Refugees show Berliners round Neukölln
May 2, 2016Just because you've only been in a city for six months doesn't mean you can't show locals something new about the place. Samer Serawan and his wife Arij Oudeh arrived in Berlin last November, and now they are the German capital's newest tour guides. And it turns out they have a lot to teach even the most hardened Berliners about Neukölln, one of the noisiest and most densely populated areas of the city.
"What do you call this street?" Samer asked the group, pointing to one of the crowded streets, which today, a sunny Saturday afternoon, is streaming with weekend shoppers who have to somehow drag their shopping bags through the little cluster of tourists.
"Sonnenallee," someone suggests, correctly. The question isn't very hard.
"For you it is Sonnenallee. We call it Arab Street," Samer says - and it is. From where we're standing, almost every other shop on this long street now has an Arab name, which is why many Syrian refugees - or "newcomers," as Samer always calls them - have gravitated towards it.
This is where he and Arij go to spend some of the 90 euros ($100) they get from Berlin authorities per month, because here they recognize the food on the shelves of the supermarkets, and they know they can speak Arabic to shopkeepers.
New tour guides
The tours were set up by Querstadtein, an organization that offers alternative tours given by marginalized groups - people who are talked about in the media a lot more than they are listened to. While Querstadtein also offers tours by homeless people, Samer and Arij are the group's first refugee guides.

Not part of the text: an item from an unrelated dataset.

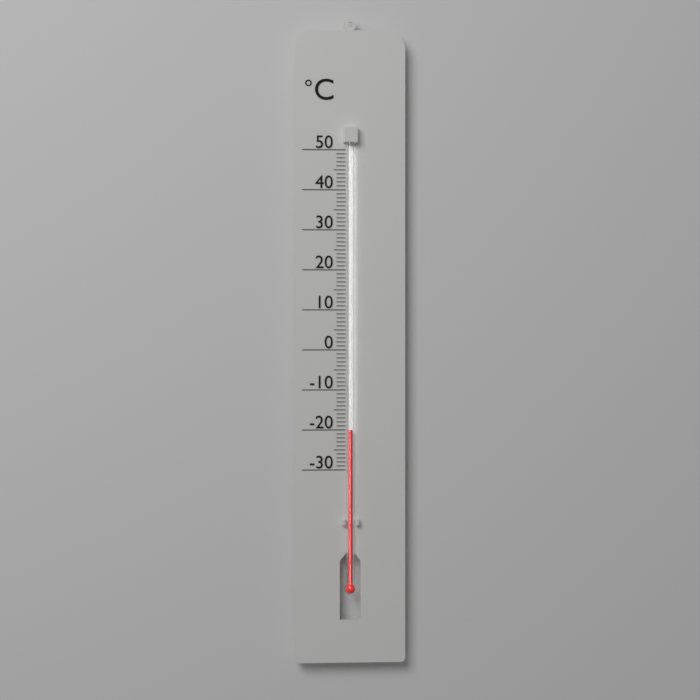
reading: -20 °C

The two-hour walk, which costs 6.50 euros, begins wedged between some road works and a Woolworth, where Arij shows us what she calls "the best Arabic restaurant in the area," an unremarkable-looking shawarma shop called Shaam. The word, we learn, means "mole or beauty spot." Among other things, the tour turns out to be a good way of learning basic Arabic vocabulary. (At one point, everyone gets cards with Arabic words on them, and is asked to find the shops that go with them.)
Along the way, Samer and Arij tell their story, with the help of a map of southeastern Europe marked with their 30-day journey from Damascus. That involved a dangerous border crossing into Turkey and a rubber boat from Izmir to Greece. ("The boat had a capacity of 17 people, but there were 47 on it," says Samer.) After that, they trekked along the now-closed "Balkan route" before arriving in Germany.
They also explained why life in Damascus was no longer viable. "We lived a very stable life," said Samer, before the war began in 2011. Both had studied law, though Samer made his living as a manager of a chocolate milk factory. After five years of conflict in the region, he said he could no longer make a living because the battle lines moved between his home and the factory. He is no longer sure whether the factory is still standing.
Learning the places of Berlin
In Berlin, the married couple spent several months living in the canvas boxes inside the hangars of Tempelhof - the historic disused airport that was converted into a temporary mass shelter last year, when Berlin took in around 80,000 refugees (some 50,000 have stayed in the city). Then they were moved to housing near the Wannsee lake - a long way from the Neukölln supermarkets, but where they have a room to themselves.
On the tour, we see the bank where Samer stood in line for several hours to open a bank account, the cellphone shop that offers prepaid cards (refugees can't get contracts), and finally the Refugio cafe for refugees. Meanwhile, we hear the couple's experiences of the LaGeSo, Berlin's notoriously disorganized Health and Social Affairs office where refugees often lined up for days and weeks waiting for an appointment. Samer said they spent 11 days there.
It's this slow bureaucracy that makes the process of integration so tortuous - it was only after months, Samer said, that he and Arij were able to get onto German lessons. But he is determined: "It is very important that we start to integrate quickly," he said. "Otherwise you have a society in a society."
If you're a newcomer, the LaGeSo is one of the key places in Berlin, as Samer shows on a laminated map of the city entitled "Berlin's most famous places," - the others are the foreigners registration authority (Ausländerbehörde), Neukölln's central Hermannplatz, and the headquarters of the Federal Office for Migration and Refugees (BAMF) in Spandau.
This, it turns out, is maybe the most vital place, a place that refugees have taken to calling "the Court." Samer said, "We imagine that there is a judge there, who says 'yes or no', about whether we can stay in Germany or not."